By GRAHAM DINESPolitical EditorIT is the nightmare vision for all eurosceptics – a convention drawing up a new EU constitution that they fear will drown all member states in a sea of federalism.

By GRAHAM DINES

Political Editor

IT is the nightmare vision for all eurosceptics – a convention drawing up a new EU constitution that they fear will drown all member states in a sea of federalism.

Yet while most of our European partners are ready to let their voters approve or reject the constitution in national referendums, Tony Blair's government has firmly rejected the idea.

In patronising and confrontational language, ministers insist there is nothing to fear from the proposed document and that there is no reason whatsoever to put it before the British people.

As justification, they cite previous Tory governments which did not offer votes on the single market in 1986 or the Maastrict Treaty in 1992. This dismissive attitude fails to recognise that the convention is of far more fundamental significance for this country's constitutional future than Maastrict ever was – John Major's government negotiated opt-outs on Maastrict which watered down its impact on the UK, without which his government would almost certainly have fallen.

On Monday, the Prime Minister met the convention's president Valery Giscard d'Estaing to warn him that Britain will not allow the constitution to override this country's powers over tax harmonisation and border control or to set up a European prosecutor.

But that's not enough for many of those who fear – the Government believe irrationally – that what started out as the Common Market is heading for a United States of Europe.

One national newspaper is organising a nationwide poll for people to vote `yes' or `no' for the constitution – a move condemned by Foreign Secretary Jack Straw who has accused the sceptic media of peddling "lies and baloney."

He said the aims of the constitution were merely "an enlarged EU more efficient and open." Dismissing suggestions that a European tyranny was about to be imposed on the UK, Mr Straw said: "The British public deserves a higher level of debate than this."

But as with the single currency, the Government appears not to want to engage the public any type of debate.

Tory leader Iain Duncan Smith – chief rebel when his own party leader John Major was trying to push the Maastrict Treaty through the Commons, said this week that referendums have become the norm wherever changes have been proposed to the way people are represented and governed. Plebiscites have taken place on constitutional changes in London, Scotland, Wales, and England's towns and cities where directly elected mayors have been proposed.

"There can be no doubt that the draft constitution proposes deep and dangerous changes to how the British people, and all other peoples of Europe, are governed," said Mr Duncan Smith.

Tony Blair has threatened to try to overturn more extreme federalist parts of the constitution at an inter-governmental conference next month. But he still will not put the issue to the electorate in the vote – presumably because he knows it will be defeated overwhelmingly.

The East Anglian Daily Times has given Euro MPs from the four parties representing the East of England in Brussels to have their say on the implications of the convention.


## What this task involves
Every line that holds the word "name" needs to be copied from the data below.
Data to process Block Start
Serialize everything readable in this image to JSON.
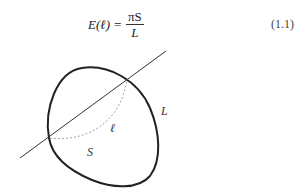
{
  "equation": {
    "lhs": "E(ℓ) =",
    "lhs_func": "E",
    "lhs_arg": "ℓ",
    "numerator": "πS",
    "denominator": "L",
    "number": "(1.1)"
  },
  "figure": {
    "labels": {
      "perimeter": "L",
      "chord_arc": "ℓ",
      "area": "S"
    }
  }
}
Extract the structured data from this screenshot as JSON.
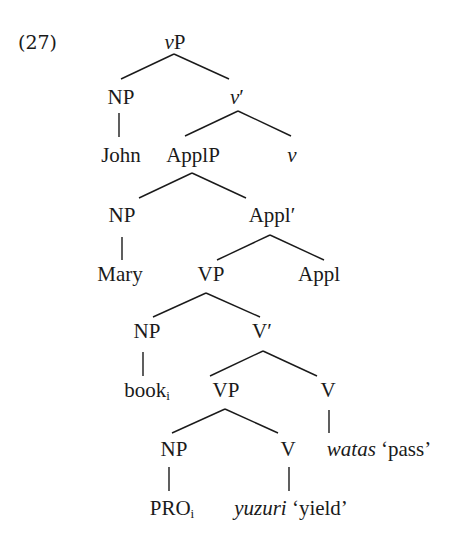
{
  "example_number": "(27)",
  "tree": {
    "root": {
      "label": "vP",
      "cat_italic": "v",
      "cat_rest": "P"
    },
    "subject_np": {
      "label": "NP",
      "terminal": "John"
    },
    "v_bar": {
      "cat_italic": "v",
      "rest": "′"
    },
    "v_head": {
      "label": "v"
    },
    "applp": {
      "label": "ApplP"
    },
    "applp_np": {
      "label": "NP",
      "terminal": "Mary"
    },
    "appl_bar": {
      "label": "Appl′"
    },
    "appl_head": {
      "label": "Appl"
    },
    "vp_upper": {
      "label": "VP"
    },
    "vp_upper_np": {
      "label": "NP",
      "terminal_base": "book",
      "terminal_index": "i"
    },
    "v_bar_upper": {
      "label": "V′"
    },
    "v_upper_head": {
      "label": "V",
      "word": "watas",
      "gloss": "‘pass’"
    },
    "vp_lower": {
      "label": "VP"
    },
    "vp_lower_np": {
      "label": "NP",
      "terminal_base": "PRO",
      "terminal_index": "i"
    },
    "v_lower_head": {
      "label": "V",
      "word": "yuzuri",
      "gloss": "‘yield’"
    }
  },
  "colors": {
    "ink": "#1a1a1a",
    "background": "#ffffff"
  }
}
Data to process Block End
Data to process Block Start
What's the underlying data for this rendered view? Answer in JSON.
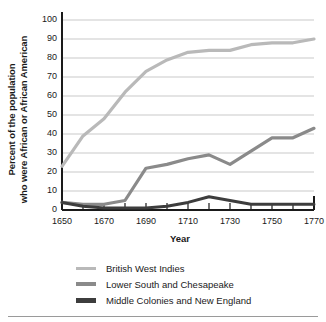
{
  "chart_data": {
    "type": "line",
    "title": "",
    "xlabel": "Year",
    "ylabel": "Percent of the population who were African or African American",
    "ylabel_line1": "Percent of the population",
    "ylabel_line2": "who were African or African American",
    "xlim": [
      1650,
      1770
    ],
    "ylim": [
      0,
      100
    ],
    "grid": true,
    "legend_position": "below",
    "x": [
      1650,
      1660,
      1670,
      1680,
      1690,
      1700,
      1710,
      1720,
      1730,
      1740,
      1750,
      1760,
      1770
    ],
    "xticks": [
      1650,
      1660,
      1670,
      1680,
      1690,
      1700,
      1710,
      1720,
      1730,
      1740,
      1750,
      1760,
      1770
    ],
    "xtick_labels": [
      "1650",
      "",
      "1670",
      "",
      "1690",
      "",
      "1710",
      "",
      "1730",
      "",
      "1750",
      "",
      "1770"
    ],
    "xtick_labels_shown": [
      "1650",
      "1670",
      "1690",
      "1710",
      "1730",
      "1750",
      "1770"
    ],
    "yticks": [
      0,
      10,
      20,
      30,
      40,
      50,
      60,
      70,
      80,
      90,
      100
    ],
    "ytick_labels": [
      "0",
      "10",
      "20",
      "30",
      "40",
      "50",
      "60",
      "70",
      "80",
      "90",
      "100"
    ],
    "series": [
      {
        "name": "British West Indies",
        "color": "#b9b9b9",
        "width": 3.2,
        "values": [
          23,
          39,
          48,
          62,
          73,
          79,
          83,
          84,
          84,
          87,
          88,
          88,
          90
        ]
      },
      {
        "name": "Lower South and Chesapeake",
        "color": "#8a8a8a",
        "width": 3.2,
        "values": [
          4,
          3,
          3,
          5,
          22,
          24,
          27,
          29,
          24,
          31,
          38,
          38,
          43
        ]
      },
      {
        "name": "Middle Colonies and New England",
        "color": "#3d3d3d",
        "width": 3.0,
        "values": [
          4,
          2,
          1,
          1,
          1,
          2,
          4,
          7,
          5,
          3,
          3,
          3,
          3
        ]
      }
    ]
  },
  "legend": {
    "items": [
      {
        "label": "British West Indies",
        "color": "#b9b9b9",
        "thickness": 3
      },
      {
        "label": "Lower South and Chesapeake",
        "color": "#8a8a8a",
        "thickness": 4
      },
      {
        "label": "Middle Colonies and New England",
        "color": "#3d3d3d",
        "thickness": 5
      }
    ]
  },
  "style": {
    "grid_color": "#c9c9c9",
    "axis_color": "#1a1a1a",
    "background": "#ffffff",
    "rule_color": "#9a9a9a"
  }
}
Data to process Block End
## Answer to the problem
        "name": "British West Indies",
        "name": "Lower South and Chesapeake",
        "name": "Middle Colonies and New England",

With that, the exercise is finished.